If you venture too close to one of Earth's poles, you'll notice something rather strange happening to any gadgets using radio waves, satellite connections, or GPS. Now, NASA is on a mission to find out why.
Well, three missions to be exact. NASA is backing a range of initiatives to investigate the northern polar cusp, a funnel in space that's thought to be behind some of the weird space phenomena happening above the poles.
This funnel, and the matching one at the South Pole, allows solar winds from the Sun to get right down to Earth's atmosphere – in other words, here the solar winds aren't reflected back out into space by the Earth's magnetic field, as they are across the rest of the planet.
The aim of the three missions is to get a closer look at what's happening, and to investigate other strange occurrences in the same place – like the unexplained patch of dense atmosphere in the northern polar cusp.
"A little extra mass 200 miles [322 kilometres] up might seem like no big deal," says space physicist Mark Conde from the University of Alaska Fairbanks, the principal investigator on the Cusp Region Experiment-2 (CREX-2) mission.
"But the pressure change associated with this increased mass density, if it occurred at ground level, would cause a continuous hurricane stronger than anything seen in meteorological records."
This strange blob of density could potentially cause problems for spacecraft and satellites (knocking them closer to space debris, for example). The extra mass interferes with GPS and communications beamed back down to Earth too, because of the additional atmospheric turbulence that's created.
Another operation, the Cusp Irregularities-5 (ICI-5) mission, launched this week with the intention of measuring that atmospheric turbulence, and hopefully then distinguishing it from electric waves that are also able to disrupt communication systems.
"Turbulence is one of the really hard remaining questions in classical physics," says space physicist Jøran Moen from the University of Oslo in Norway, who is heading up ICI-5. "We don't really know what it is because we have no direct measurements yet."
Unfortunately, an update from NASA reveals that preliminary data from the Tuesday launch shows that the mission did not perform as planned, and the scientists are reviewing what might have gone wrong. In any case, we may have to wait to find out about the progress of ICI-5 and what, if anything, it can tell us, or if another launch will be required.
The last mission in the current group is the Cusp Heating Investigation (CHI), tasked with measuring the flow of plasmas and gases in the cusp – how they heat up, how they accelerate, and how they interact with each other.
All of this measuring and data collection should help scientists better understand what they're dealing with, and better predict how the cusp is going to behave in the future – which is crucial if we're going to avoid serious interference with our low-orbit and Earth technology systems.
CREX-2, ICI-5, and CHI are part of a broader initiative of nine different missions investigating the northern polar cusp, a number of which have already been run.
"Each mission has its own strengths," says physicist Miguel Larsen from Clemson University in South Carolina, who is in charge of CHI.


▶ **WORK TO BE COMPLETED**
Please repeat nothing except the lines from the one containing "Find the location of a particular element." through the end of the records, exactly and without pictures.

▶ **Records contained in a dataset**
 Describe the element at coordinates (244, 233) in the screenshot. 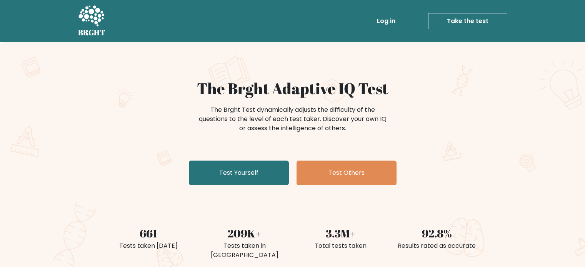

I see `div: 209K+` at that location.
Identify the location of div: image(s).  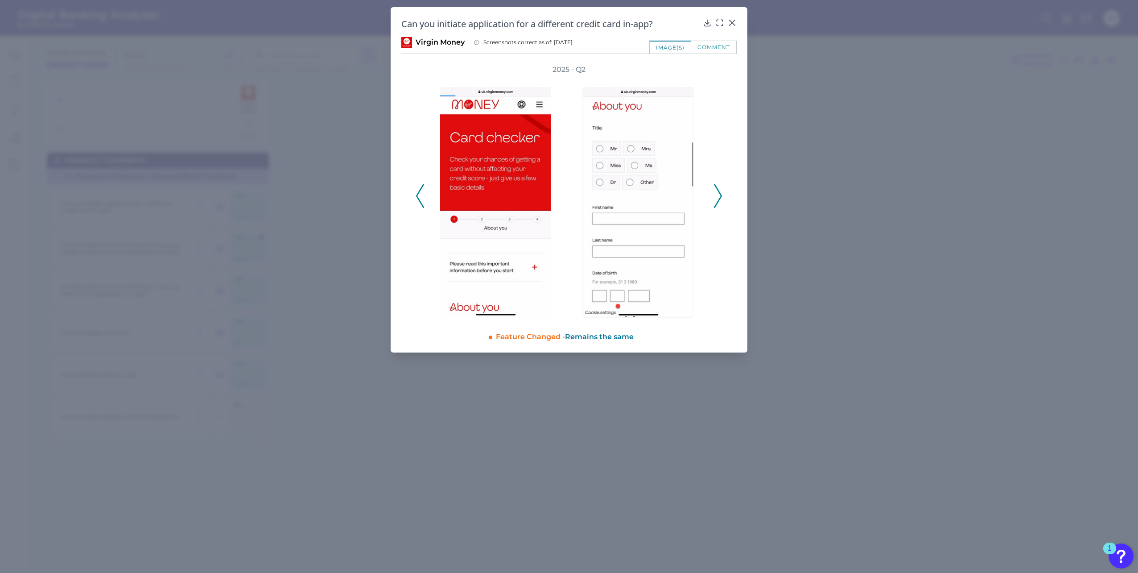
(670, 47).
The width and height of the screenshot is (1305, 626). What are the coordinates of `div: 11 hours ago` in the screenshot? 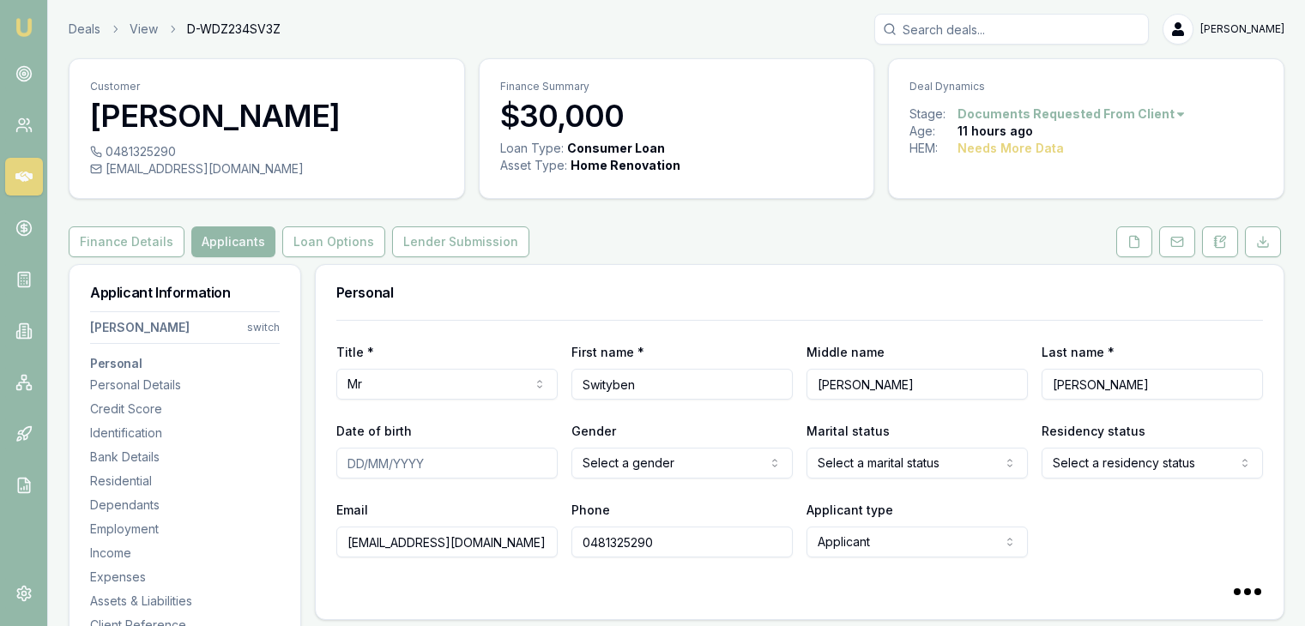 It's located at (995, 131).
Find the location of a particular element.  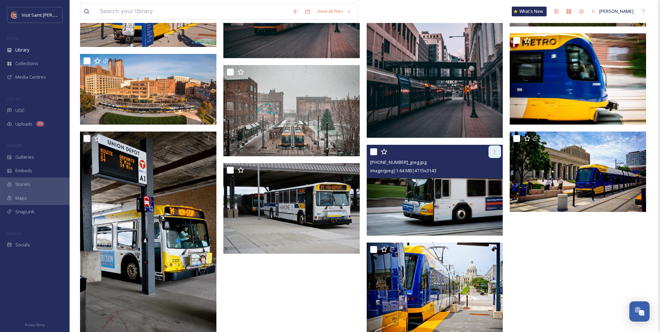

span: Stories is located at coordinates (23, 184).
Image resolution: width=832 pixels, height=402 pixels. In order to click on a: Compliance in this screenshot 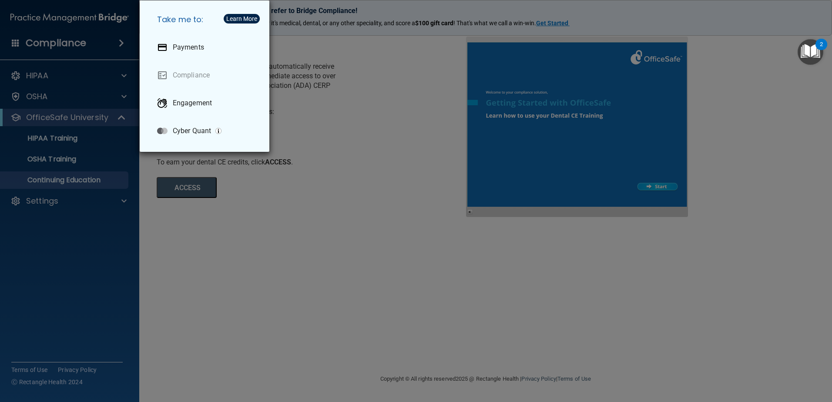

▶ **SOLUTION**
Find the location of a particular element.  

span: Stories is located at coordinates (23, 184).
Image resolution: width=832 pixels, height=402 pixels. In order to click on a: Compliance in this screenshot 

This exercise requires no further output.